Bee just nodded as she panned up and down the dead body. Raquel wore stylish red shorts and a tight black tube top. She didn’t have any shoes on. Chloe scanned the room, looking for signs of footwear that she might’ve worn to the beach. She saw a suitcase propped up against the bathroom door, but a quick check revealed a small padlock. Chloe estimated that she could pick it in under a minute, but she’d come back to that.
“Do you mind if I check inside the dresser?” she asked Bee, who had just finished videotaping Raquel and was now headed for the bathroom.
“Just be careful with prints,” she said without looking up from her camera’s display.
Chloe gingerly opened the armoire cabinet, revealing a TV that looked untouched. The drawers below were also empty. She hadn’t even had time to unpack, and there were no shoes, sandals or footwear of any kind in sight. And there was no closet. She bent down low and peered under the bed. “Any shoes in there?” she asked Bee.
“Uh-uh,” Bee replied as she walked back into the bedroom, closing the camera’s display. “Nothing in here at all.”
“She didn’t even unpack,” mused Chloe.
“Or the killer took her stuff,” said Bee.
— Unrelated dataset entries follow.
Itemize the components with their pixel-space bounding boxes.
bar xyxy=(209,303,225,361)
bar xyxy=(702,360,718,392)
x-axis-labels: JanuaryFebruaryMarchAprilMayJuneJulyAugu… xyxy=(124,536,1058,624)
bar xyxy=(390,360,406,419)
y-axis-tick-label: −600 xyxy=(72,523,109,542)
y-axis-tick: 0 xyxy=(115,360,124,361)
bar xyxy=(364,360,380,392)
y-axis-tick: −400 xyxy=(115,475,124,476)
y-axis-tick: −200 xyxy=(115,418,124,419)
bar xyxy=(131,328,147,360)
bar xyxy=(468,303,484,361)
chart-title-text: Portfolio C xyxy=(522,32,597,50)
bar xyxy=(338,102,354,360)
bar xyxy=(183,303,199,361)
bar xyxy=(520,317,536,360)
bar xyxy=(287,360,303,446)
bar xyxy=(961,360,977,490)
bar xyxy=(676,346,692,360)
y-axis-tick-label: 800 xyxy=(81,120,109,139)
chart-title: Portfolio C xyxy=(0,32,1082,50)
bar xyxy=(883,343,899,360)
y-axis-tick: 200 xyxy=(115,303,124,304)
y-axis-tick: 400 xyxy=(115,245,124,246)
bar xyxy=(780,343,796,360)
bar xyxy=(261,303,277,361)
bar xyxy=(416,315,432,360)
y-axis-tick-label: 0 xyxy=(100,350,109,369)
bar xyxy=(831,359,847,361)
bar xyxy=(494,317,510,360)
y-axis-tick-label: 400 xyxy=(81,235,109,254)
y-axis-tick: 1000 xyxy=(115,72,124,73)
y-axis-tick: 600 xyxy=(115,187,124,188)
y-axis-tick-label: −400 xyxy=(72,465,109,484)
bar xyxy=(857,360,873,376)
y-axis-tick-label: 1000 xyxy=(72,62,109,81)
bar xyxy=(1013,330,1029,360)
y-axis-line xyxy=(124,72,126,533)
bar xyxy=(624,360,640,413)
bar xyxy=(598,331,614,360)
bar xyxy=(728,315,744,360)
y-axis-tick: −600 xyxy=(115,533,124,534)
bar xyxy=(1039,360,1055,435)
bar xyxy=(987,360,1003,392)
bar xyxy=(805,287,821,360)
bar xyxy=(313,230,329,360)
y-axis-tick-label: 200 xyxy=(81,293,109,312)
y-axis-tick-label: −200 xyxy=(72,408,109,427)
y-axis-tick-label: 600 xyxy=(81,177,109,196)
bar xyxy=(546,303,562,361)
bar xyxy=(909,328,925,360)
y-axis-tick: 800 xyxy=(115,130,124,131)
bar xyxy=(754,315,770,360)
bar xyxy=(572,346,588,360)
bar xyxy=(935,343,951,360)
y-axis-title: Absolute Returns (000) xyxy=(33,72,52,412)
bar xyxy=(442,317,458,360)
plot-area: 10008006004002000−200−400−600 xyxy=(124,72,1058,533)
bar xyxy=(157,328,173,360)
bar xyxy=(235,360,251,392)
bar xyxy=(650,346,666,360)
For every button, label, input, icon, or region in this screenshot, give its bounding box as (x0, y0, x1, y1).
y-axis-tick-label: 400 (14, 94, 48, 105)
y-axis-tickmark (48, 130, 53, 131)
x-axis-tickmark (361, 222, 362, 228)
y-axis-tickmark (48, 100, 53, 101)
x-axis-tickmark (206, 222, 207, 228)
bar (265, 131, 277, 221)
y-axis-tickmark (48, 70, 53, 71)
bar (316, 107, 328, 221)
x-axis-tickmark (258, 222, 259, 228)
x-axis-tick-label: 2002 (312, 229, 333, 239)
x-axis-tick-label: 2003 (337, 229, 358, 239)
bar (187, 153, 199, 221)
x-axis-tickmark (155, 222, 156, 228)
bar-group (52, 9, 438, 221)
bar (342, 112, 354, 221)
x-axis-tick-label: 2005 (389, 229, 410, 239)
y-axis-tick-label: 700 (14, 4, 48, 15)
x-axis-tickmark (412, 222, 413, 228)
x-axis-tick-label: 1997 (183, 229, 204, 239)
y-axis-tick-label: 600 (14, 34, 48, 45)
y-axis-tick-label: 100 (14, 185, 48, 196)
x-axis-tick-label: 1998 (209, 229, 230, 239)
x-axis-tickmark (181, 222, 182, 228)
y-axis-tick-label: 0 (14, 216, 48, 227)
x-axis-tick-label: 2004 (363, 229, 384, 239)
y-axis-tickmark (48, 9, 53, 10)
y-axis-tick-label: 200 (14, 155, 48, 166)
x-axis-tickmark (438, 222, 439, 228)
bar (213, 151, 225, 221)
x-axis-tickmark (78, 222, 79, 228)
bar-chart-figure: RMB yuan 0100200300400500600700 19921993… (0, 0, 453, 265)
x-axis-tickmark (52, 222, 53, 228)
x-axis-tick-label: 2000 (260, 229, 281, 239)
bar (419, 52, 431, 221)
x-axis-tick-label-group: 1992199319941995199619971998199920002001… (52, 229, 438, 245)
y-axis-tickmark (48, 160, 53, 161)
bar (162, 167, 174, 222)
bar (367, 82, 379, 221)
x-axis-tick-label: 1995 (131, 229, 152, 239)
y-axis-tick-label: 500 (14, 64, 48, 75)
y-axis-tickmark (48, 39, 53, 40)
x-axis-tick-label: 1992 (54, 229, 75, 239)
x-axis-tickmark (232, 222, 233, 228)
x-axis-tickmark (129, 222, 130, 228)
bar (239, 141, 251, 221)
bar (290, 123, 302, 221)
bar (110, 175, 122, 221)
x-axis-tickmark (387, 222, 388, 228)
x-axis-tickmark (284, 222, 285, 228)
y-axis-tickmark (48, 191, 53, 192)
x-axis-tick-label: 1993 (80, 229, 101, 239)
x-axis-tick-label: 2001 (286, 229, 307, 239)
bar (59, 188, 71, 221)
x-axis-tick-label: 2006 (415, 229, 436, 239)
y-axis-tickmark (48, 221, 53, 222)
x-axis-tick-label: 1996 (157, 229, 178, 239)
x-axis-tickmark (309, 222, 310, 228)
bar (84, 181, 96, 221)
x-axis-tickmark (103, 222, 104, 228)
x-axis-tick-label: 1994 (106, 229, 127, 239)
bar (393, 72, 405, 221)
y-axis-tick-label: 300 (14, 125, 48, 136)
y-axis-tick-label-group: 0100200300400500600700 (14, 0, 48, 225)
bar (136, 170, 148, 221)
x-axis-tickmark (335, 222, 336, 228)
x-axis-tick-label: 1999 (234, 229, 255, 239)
“Why take her shoes though?”
“Some weird foot fetish thing?”
“Maybe,” said Chloe, although she didn’t think this was about sex. Raquel was a good-looking woman, and if the murderer had a thing for her, she doubted he’d have left her clothes on like that after he went to the trouble of beating her to death.
Chloe went back to the body and looked at Raquel again. Her knuckles on both hands were bruised, and there were scratches on her arms. “She fought back, whoever it was.” She bent forward for a closer look at the hands. She didn’t quite have the nerve to touch them yet. She smelled something then. Not rotting yet, but salt water. She touched the sheets around the body but couldn’t feel anything through the latex gloves. She pulled off one glove and touched the sheets. Damp. But only around the lower half of the body. Check that. Only around her shorts, which were soaked through. But her shirt was dry.
“Check this out, Bee,” she said, turning to see what her friend was doing. Bee was using her magnifying glass to look at the window frame. “What’re you doing?” she asked.
“I think somebody recently unscrewed this window,” said Bee. “And then screwed it back in again.”
“What’s out there?” Chloe asked as she came to see what Bee meant. She saw that all four screws had been undone recently, or at least since they’d been painted over. She inched the shade up a bit and peered outside. A back alley, dark, with a fence across the way. Bee had picked up a fleck of paint with her tweezers and showed it to her. Chloe nodded.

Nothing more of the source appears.